Woolston infuses her white-knuckle narrative with a dark, trenchant humor and a keen psychological eye.
• The Lovebird by Natalie Brown, published by Doubleday. A spectacularly original debut, The Lovebird takes us from radical animal activists in Southern California to the vast prairie landscape of Montana, and introduces us to Margie Fitzgerald.
Margie’s increasingly reckless and dangerous actions force her to flee her California college town and seek shelter on the Crow Indian Reservation in Montana where she meets a soap opera-loving grandmother, an intriguing, ink-splattered man, and an inscrutable 11-year-old girl-and makes unexpected discoveries about her heart.

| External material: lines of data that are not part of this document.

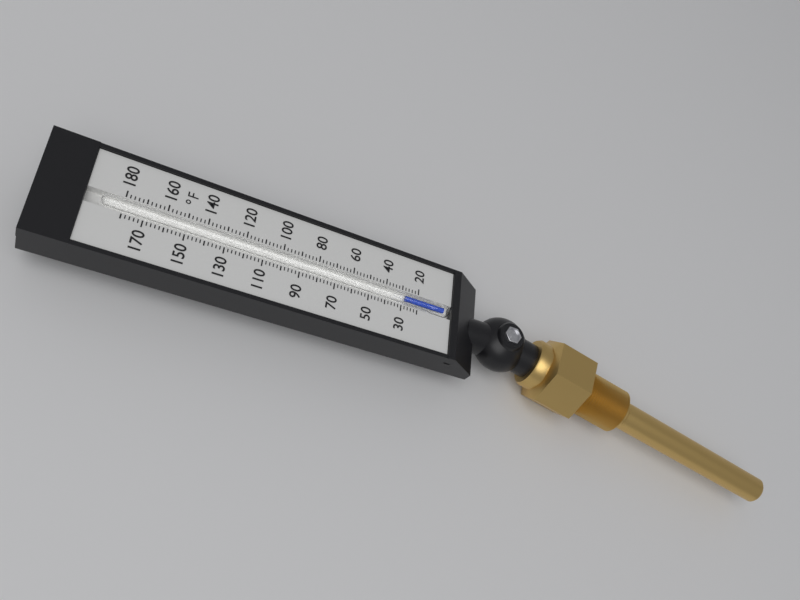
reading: 28 °F
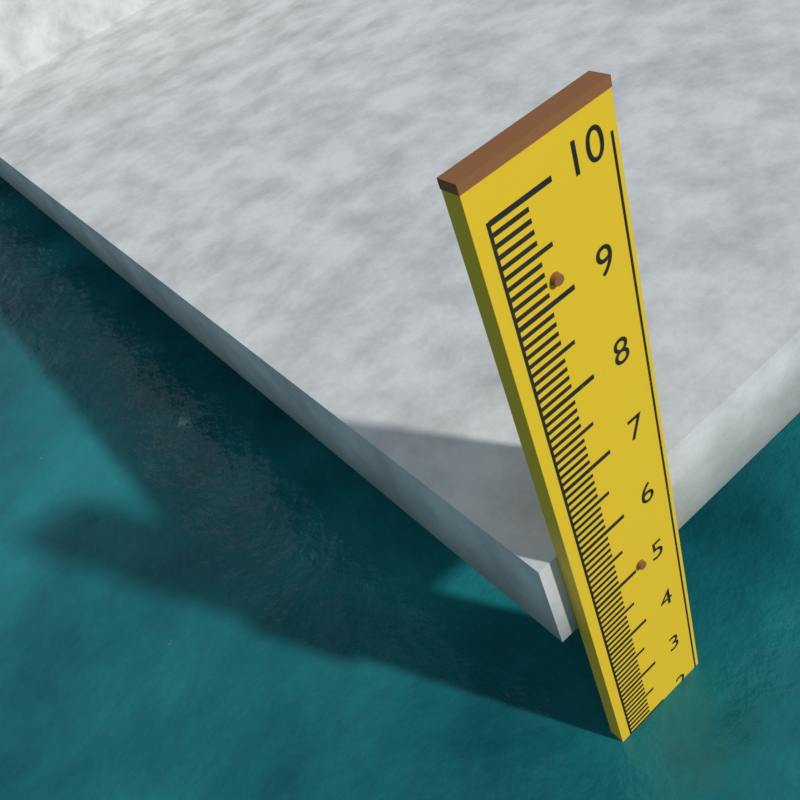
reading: 2.0 (no unit)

• Opportunity, Montana: Big Copper, Bad Water, and the Burial of an American Landscape by Brad Tyer published by Beacon Press. A memoir-meets-exposé that examines our fraught relationship with the West and our attempts to clean up a toxic environmental legacy. The misleadingly named town of Opportunity was exploited first by the copper barons and more recently by affluent exurbanites and well-meaning environmentalists with plans to restore nearby Clark Fork
River to its “natural” state. Opportunity, Montana is about our attempts to redeem the mistakes of the past.